Monday, October 15, 2012

Bottling vs. Kegging, and the Party Pig

I missed posting last week, but with good reason.  Beth and I threw our yearly Oktoberfest bash this last weekend, so I'd been a bit busy preparing for the party to get a post up.

Preparing for the party has brought a topic to mind that I've been thinking about posting for a while though, so here we go.

Bottling vs. Kegging
Almost all new homebrewers start out by bottling their beer.  It's inexpensive to do, and requires very little skill to do properly, and if you do screw something up, it'll only be a few bottles at most, so you'll have the majority of the batch of beer that's still drinkable.

To get into bottling, you need a wing capper like this one, a bottling bucket,  a bottling wand, bottle caps and a bunch of bottles.  You can get the bottles for free by either drinking beer, getting your friends to drink beer, or picking them up off Craigslist.  For only about $40, you've got the equipment you need to start bottling.  If you need to buy bottles, you can get enough for an entire batch of beer for about $20.

Kegging on the other hand, is pretty expensive, and does require a bit more skill to get right.

To get started in kegging, you need kegs, and even used kegs start around $50 each these days (it was about $20/keg when I got into kegging).  You also need a CO2 tank, regulators, faucets, tubing and a whole lot of other little odds and ends.  I'm not even going to bother trying to link to the individual components, and instead link to this kegging system, which runs about $300 on it's own, and just included picnic taps instead of real faucets, and only supports 2 kegs (although, you can expand it, but not cheaply).

Oh, and remember how I said it takes more skill?  Well, you need to be able to get hose lengths correct so you can have the beer properly carbonated,  but not come out as all foam.  I've got my system fairly well dialed in, but some of my taps actually run a bit too slowly.  You also need to be able to diagnose problems with the kegs, and fix them.  As an example, your keg may leak CO2, or even worse, leak beer.

So given all that, why would anyone switch to kegging from bottling?

Well, the big one for me was that bottling is a lot of work, and takes a lot of time.  You need to clean and sanitize ~50 bottles per batch of beer, and fill them all.  I would say that this took about 4 hours per batch of beer.  For kegging, I clean and sanitize one keg, and then fill it, for each batch of beer.  If I'm only doing a single batch of beer, this all takes an hour or less, and a I actually have a couple of extra kegs on hand, so I wait until I have at least 3 kegs to clean, because each subsequent keg takes about 1/3 the time to clean after the first one.  The time difference really starts to show when you've got 3, 4, 5 batches of beer that need to go into bottles or kegs.  3 batches of beer in bottles, 12 hours.  3 batches of beer in kegs, an hour and a half or so.

Another reason is that it's pretty impressive to say "yeah, I've got 7 kegs of beer on tap at home".

There is one downside to kegging that I didn't think about before I made the leap, which is that it's a lot harder to share my beer with friends.  I used to give out six packs of my homebrew to friends and family, but I can't do that anymore.  I can, and do give away growlers of beer, but the beer doesn't last nearly as long in a growler.  You really need to drink it within a day or two.

The Party Pig System
One thing that I tried as sort of an intermediate step between bottling and kegging was the Party Pig.  Each Party Pig holds 2.5 gallons of beer.  You still need to sugar condition the beer, because the Party Pig doesn't carbonate the beer on its own, but it has a pressurized pouch in the Party Pig that keeps the pressure constant after you've carbonated the beer.

It's definitely more convenient than bottling, but it has the down side of needing a place in the refrigerator.  I also had an issue with the faucet in the Party Pig sticking from the dried beer, and dripping a little beer in the fridge every time I would pour a glass of beer.

In hind sight, I would say don't bother with the Party Pig.  If you really don't want to spend the money on a full kegging system, there are also smaller pony kegging systems.  I've got friends that are perfectly happy with the smaller 5 liter kegs.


▶ ABOUT THIS EXERCISE: Reproduce the entries beneath exactly, without their images.

____ SUPPLIED ENTRIES

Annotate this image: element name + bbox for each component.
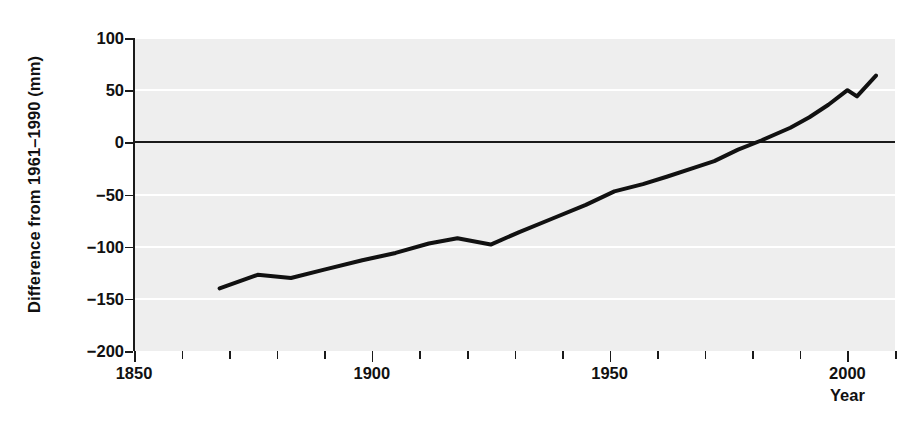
y-axis-tick	[125, 247, 133, 249]
y-axis-tick	[125, 195, 133, 197]
gridline	[134, 194, 895, 196]
x-axis-tick-minor	[752, 351, 754, 359]
x-tick-label: 2000	[807, 364, 887, 383]
y-tick-label: −150	[60, 289, 124, 308]
x-axis-tick-minor	[419, 351, 421, 359]
gridline	[134, 89, 895, 91]
x-tick-label: 1950	[570, 364, 650, 383]
x-axis-tick-major	[134, 351, 136, 362]
y-tick-label: −100	[60, 237, 124, 256]
x-tick-label: 1900	[332, 364, 412, 383]
x-axis-tick-major	[610, 351, 612, 362]
y-axis-tick	[125, 142, 133, 144]
x-axis-tick-major	[372, 351, 374, 362]
y-axis-line	[133, 38, 135, 351]
y-tick-label: −50	[60, 185, 124, 204]
x-axis-tick-minor	[324, 351, 326, 359]
y-tick-label: 0	[60, 133, 124, 152]
x-axis-tick-minor	[515, 351, 517, 359]
x-axis-tick-minor	[800, 351, 802, 359]
gridline	[134, 37, 895, 39]
y-axis-tick	[125, 351, 133, 353]
zero-reference-line	[134, 141, 895, 143]
sea-level-line-chart: 100500−50−100−150−200 1850190019502000 D…	[0, 0, 919, 421]
gridline	[134, 298, 895, 300]
x-axis-tick-minor	[467, 351, 469, 359]
x-axis-tick-minor	[657, 351, 659, 359]
x-axis-tick-minor	[895, 351, 897, 359]
y-tick-label: 100	[60, 29, 124, 48]
x-axis-tick-minor	[277, 351, 279, 359]
x-axis-tick-major	[847, 351, 849, 362]
x-axis-title: Year	[830, 386, 865, 405]
y-axis-tick	[125, 299, 133, 301]
y-axis-tick	[125, 38, 133, 40]
x-axis-tick-minor	[705, 351, 707, 359]
y-tick-label: −200	[60, 342, 124, 361]
x-axis-tick-minor	[182, 351, 184, 359]
x-axis-tick-minor	[562, 351, 564, 359]
y-axis-tick	[125, 90, 133, 92]
x-tick-label: 1850	[94, 364, 174, 383]
gridline	[134, 246, 895, 248]
y-axis-title: Difference from 1961–1990 (mm)	[25, 15, 44, 355]
x-axis-tick-minor	[229, 351, 231, 359]
y-tick-label: 50	[60, 81, 124, 100]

________

▶ COMPLETED TASK:
Annotate this image: element name + bbox for each component.
y-axis-tick	[125, 247, 133, 249]
y-axis-tick	[125, 195, 133, 197]
gridline	[134, 194, 895, 196]
x-axis-tick-minor	[752, 351, 754, 359]
x-tick-label: 2000	[807, 364, 887, 383]
y-tick-label: −150	[60, 289, 124, 308]
x-axis-tick-minor	[419, 351, 421, 359]
gridline	[134, 89, 895, 91]
x-tick-label: 1950	[570, 364, 650, 383]
x-axis-tick-major	[134, 351, 136, 362]
y-tick-label: −100	[60, 237, 124, 256]
x-tick-label: 1900	[332, 364, 412, 383]
x-axis-tick-major	[610, 351, 612, 362]
y-axis-tick	[125, 142, 133, 144]
x-axis-tick-major	[372, 351, 374, 362]
y-axis-line	[133, 38, 135, 351]
y-tick-label: −50	[60, 185, 124, 204]
x-axis-tick-minor	[324, 351, 326, 359]
y-tick-label: 0	[60, 133, 124, 152]
x-axis-tick-minor	[515, 351, 517, 359]
x-axis-tick-minor	[800, 351, 802, 359]
gridline	[134, 37, 895, 39]
y-axis-tick	[125, 351, 133, 353]
zero-reference-line	[134, 141, 895, 143]
sea-level-line-chart: 100500−50−100−150−200 1850190019502000 D…	[0, 0, 919, 421]
gridline	[134, 298, 895, 300]
x-axis-tick-minor	[467, 351, 469, 359]
x-axis-tick-minor	[657, 351, 659, 359]
x-axis-tick-minor	[895, 351, 897, 359]
y-tick-label: 100	[60, 29, 124, 48]
x-axis-tick-minor	[277, 351, 279, 359]
x-axis-tick-major	[847, 351, 849, 362]
x-axis-title: Year	[830, 386, 865, 405]
y-axis-tick	[125, 299, 133, 301]
y-axis-tick	[125, 38, 133, 40]
x-axis-tick-minor	[705, 351, 707, 359]
y-tick-label: −200	[60, 342, 124, 361]
x-axis-tick-minor	[182, 351, 184, 359]
x-axis-tick-minor	[562, 351, 564, 359]
y-axis-tick	[125, 90, 133, 92]
x-tick-label: 1850	[94, 364, 174, 383]
gridline	[134, 246, 895, 248]
y-axis-title: Difference from 1961–1990 (mm)	[25, 15, 44, 355]
x-axis-tick-minor	[229, 351, 231, 359]
y-tick-label: 50	[60, 81, 124, 100]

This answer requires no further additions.